[Disclosure: AgFunderNews parent company AgFunder is an investor in Azaneo.]
With chemical herbicideS increasingly controversial (and ineffective), zapping weeds via high-voltage electricity has emerged as one possible alternative. Australian startup Azaneo has put a new twist on this option by leveraging a method more commonly found in medical settings than vegetable fields.
Electroportation, a molecular biology technique found in cancer treatments and food processing, is at the core of Azaneo’s modular tractor implement, which can kill weeds en masse without using enormous amounts of heat and energy.
Azaneo founder and CEO Liam Hescock believes his company has a real shot at competing with chemical herbicides on a per-hectare, per-weed cost basis.
“Reducing herbicide use is a big mission of ours, but we strongly believe you have to have the unit economics to also drive adoption,” he tells AgFunderNews. “The productivity and the economics have to be there, and if we get this right, we can smack herbicide in terms of price.”
Advantages of electroportation
Electroportation uses short, high-voltage electric pulses to create microscopic pores in cell membranes. Reversible electroportation, where pores close after the electric pulse, is commonly found in work like delivering DNA to cells.
Azaneo uses irreversible electroportation, sometimes called IRE. Here, destruction, not delivery, is the goal. An electric field delivers enough volts per centimeter to destabilize the cell membrane entirely, leading to rapid death of the cell.
Tumor ablation is a well-known use case for IRE. In agriculture, Azaneo uses it for targeted weed control across any crop.
Hescock says there are multiple advantages to IRE as a weed management tool, even beyond reducing the need for chemical herbicides on the farm.
Relative to other electric weeding systems, Azaneo’s system produces far less heat due to its non-thermal nature.
“We’ve tested in the lab doing it thermally and non thermally,” says Hescock. “If the plants are 20 degrees [Celsius], we can do a treatment [with the machine], and it’s maybe at 24 when we finish—there’s virtually no rise in temperature.”
A plant’s temperature has to reach between 60 and 70 degrees Celsius (140–158 degrees Fahrenheit) to kill it thermally, he adds.

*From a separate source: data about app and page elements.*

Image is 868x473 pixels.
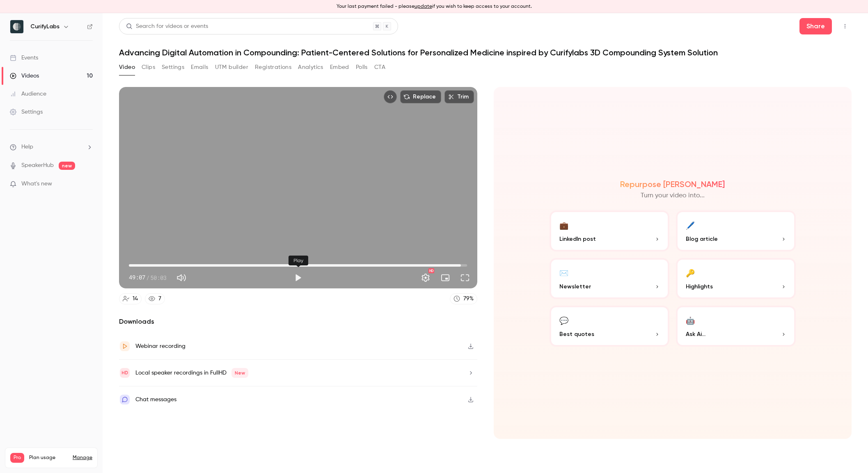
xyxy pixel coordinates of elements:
div: HD [428,268,434,274]
button: Replace [400,90,441,103]
div: 🔑 [686,266,695,279]
button: ✉️Newsletter [550,258,669,299]
span: 50:03 [150,274,167,282]
button: Analytics [298,61,324,74]
span: / [146,274,150,282]
span: new [59,161,75,170]
h2: Downloads [119,317,478,326]
h2: Repurpose [PERSON_NAME] [620,179,725,189]
h6: CurifyLabs [30,22,60,30]
span: Help [22,143,33,152]
span: Best quotes [559,330,594,338]
li: help-dropdown-opener [10,143,93,152]
a: 7 [145,294,165,305]
img: CurifyLabs [10,20,23,33]
div: 🤖 [686,314,695,326]
h1: Advancing Digital Automation in Compounding: Patient-Centered Solutions for Personalized Medicine... [119,48,852,57]
p: Turn your video into... [641,191,705,201]
button: 🖊️Blog article [676,210,796,251]
p: Your last payment failed - please if you wish to keep access to your account. [337,3,532,10]
div: 14 [132,295,138,303]
span: Blog article [686,235,718,243]
div: Chat messages [135,395,176,405]
button: Full screen [457,270,473,286]
div: Play [289,256,309,266]
button: Play [290,270,306,286]
span: What's new [22,180,52,188]
button: Mute [173,270,190,286]
span: Highlights [686,283,713,291]
button: UTM builder [215,61,248,74]
span: Plan usage [29,455,68,461]
button: update [414,3,432,10]
button: Emails [191,61,208,74]
button: Trim [445,90,474,103]
div: Audience [10,90,46,98]
button: CTA [374,61,385,74]
div: Webinar recording [135,341,185,351]
span: LinkedIn post [559,235,596,243]
a: 79% [450,294,478,305]
button: Top Bar Actions [839,19,852,33]
button: Video [119,61,135,74]
button: 💼LinkedIn post [550,210,669,251]
button: Settings [417,270,434,286]
span: Newsletter [559,283,591,291]
button: Clips [141,61,155,74]
div: Events [10,54,38,62]
div: 7 [158,295,161,303]
button: Share [800,18,832,34]
span: Ask Ai... [686,330,706,338]
div: 💼 [559,219,568,231]
button: Settings [161,61,184,74]
button: Registrations [255,61,292,74]
div: Local speaker recordings in FullHD [135,368,248,378]
button: 🤖Ask Ai... [676,306,796,347]
span: New [231,368,248,378]
div: Videos [10,72,39,80]
button: 💬Best quotes [550,306,669,347]
button: 🔑Highlights [676,258,796,299]
span: 49:07 [129,274,145,282]
div: Settings [10,108,42,116]
div: ✉️ [559,266,568,279]
button: Embed video [384,90,397,103]
div: 🖊️ [686,219,695,231]
div: 79 % [463,295,474,303]
button: Turn on miniplayer [437,270,454,286]
a: Manage [73,455,92,461]
div: 49:07 [129,274,167,282]
div: Search for videos or events [126,22,208,30]
a: SpeakerHub [22,161,54,170]
div: 💬 [559,314,568,326]
span: Pro [10,453,25,463]
button: Embed [330,61,350,74]
a: 14 [119,294,141,305]
button: Polls [356,61,368,74]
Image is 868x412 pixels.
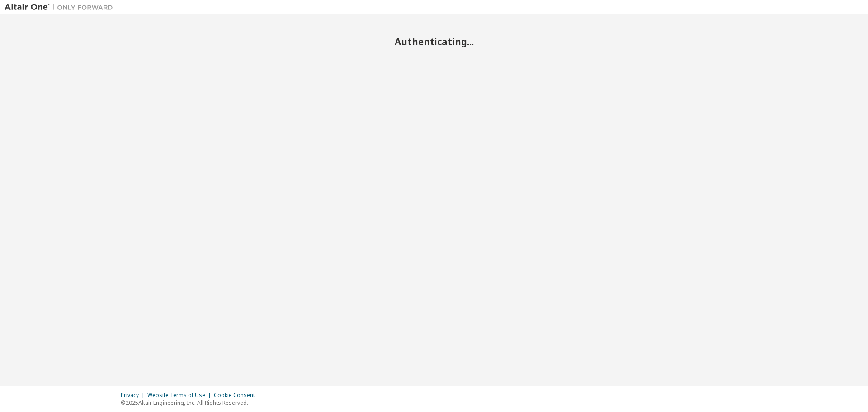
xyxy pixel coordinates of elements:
[148,392,214,399] div: Website Terms of Use
[120,399,260,407] p: © 2025 Altair Engineering, Inc. All Rights Reserved.
[120,392,148,399] div: Privacy
[5,36,863,48] h2: Authenticating...
[5,3,118,12] img: Altair One
[214,392,260,399] div: Cookie Consent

“This is different than just killing a plant with temperature. There are a number of companies that have done that and it works, but it will use a lot more energy and you’ll have to go slower because of it.”

Faster speeds, lower price tags
Speed is another advantage of Azaneo’s system, says Hescock. The company is now testing its machines at four to six kilometers per hour, which is nearly on par with the average speed range used in herbicide application.
“That’s been huge in terms of getting us ready to commercially launch this.”
And whereas herbicide application is heavily tied to the speed of the wind, Azaneo’s machines could work in a gale if need be, says Hescock.
“We have machines that can run 10 hours a day or 24 hours a day. We don’t have to do all this planning around weather.”
Based on modeling, he believes the machines could get double the productivity of a conventional herbicide unit—and simultaneously address labor challenges, which are a major hurdle for Australian farmers.
Azaneo is currently at work on its first system, designed to plug into a tractor and work on vegetable farms.
Over the next few months, the company will test its machines on its own farm, followed by trials on multiple farms throughout Australia. The aim is to build and sell five to 10 machines this year.
Hescock says the company is actively looking for trial partners, not only in Australia but also the US and Europe.
“We’ve got purchase orders from both quite small farms to large ones. Both have different uses. Because the system is modular, we can sell just a few modules to a small farmer, and that makes it cost effective,” says Hescock.”
This affordability is a critical point for precision weeding, he adds.
“A lot of farmers would love, for example, a Carbon Robotics machine that does that level of precision, but the cost rules it out. We’ll be a fraction of that cost.”